Photo by Steve Heap / Shutterstock.com
My hometown has suspicious
taste in communal art: there is
a rollercoaster by the river
—the one that flooded
its banks in 2010, which
no one remembers unless
you were there; unless
you felt water pouring
two days straight and worried
what would be left—and
I guess what I mean is
there are 2 tracks of red
steel tangled not like lovers
but like the arms of a robot,
or the kinds of minds
that see a body on their steps
as a threat, legislate
rights only to those
who look like them
and none else. It’s called
Ghost Ballet because that’s
the only kind of ballet
left in Nashville.
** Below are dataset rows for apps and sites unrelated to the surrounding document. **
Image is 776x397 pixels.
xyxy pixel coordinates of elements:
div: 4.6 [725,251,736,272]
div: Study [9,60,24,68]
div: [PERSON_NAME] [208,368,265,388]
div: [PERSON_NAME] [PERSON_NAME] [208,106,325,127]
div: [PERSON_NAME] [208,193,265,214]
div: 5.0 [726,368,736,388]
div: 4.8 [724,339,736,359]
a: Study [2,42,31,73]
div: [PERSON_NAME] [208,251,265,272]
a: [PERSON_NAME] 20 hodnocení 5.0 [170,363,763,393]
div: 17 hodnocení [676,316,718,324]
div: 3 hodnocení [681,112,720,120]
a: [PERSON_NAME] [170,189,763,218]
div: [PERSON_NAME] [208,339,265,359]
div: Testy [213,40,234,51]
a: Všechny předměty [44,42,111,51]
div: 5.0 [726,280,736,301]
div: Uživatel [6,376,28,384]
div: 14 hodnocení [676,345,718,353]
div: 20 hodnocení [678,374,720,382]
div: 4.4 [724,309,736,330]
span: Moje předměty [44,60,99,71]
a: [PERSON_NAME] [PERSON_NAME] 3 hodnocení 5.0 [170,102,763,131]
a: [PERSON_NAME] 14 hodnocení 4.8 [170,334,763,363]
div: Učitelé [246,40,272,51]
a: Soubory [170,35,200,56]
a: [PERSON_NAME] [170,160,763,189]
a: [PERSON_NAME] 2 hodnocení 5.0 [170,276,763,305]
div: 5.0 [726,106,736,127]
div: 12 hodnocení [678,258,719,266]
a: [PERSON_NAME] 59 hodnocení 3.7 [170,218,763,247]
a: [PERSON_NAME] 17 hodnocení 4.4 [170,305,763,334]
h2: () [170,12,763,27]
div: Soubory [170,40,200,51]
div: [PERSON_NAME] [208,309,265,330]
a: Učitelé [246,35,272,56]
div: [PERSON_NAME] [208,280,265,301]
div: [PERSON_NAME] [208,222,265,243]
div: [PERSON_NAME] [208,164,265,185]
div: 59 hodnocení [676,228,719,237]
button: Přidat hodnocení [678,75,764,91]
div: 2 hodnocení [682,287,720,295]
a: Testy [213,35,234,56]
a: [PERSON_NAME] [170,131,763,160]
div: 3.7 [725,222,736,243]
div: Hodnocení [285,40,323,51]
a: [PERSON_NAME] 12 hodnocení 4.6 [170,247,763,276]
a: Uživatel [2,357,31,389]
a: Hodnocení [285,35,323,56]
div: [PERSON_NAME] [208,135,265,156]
It’s
called Ghost Ballet because
the afterlife funds the arts
more than Nashville.
It’s called Ghost Ballet
because I and you and we
can never return to where
we once were—always
ghosting our way through
the city, down Hermitage Ave.
toward Broad, and there it waits
on the far bank: a solo dancer
with the lights turned off,
a ballerina in an empty room.
Todd Osborne is a poet and educator originally from Nashville, TN. His poetry has previously appeared in EcoTheo Review, CutBank, Tar River Poetry, The Shore, and elsewhere. He is a poetry reader for Memorious and a feedback editor for Tinderbox Poetry Journal. He lives and writes in Hattiesburg, MS, with his wife and their two cats.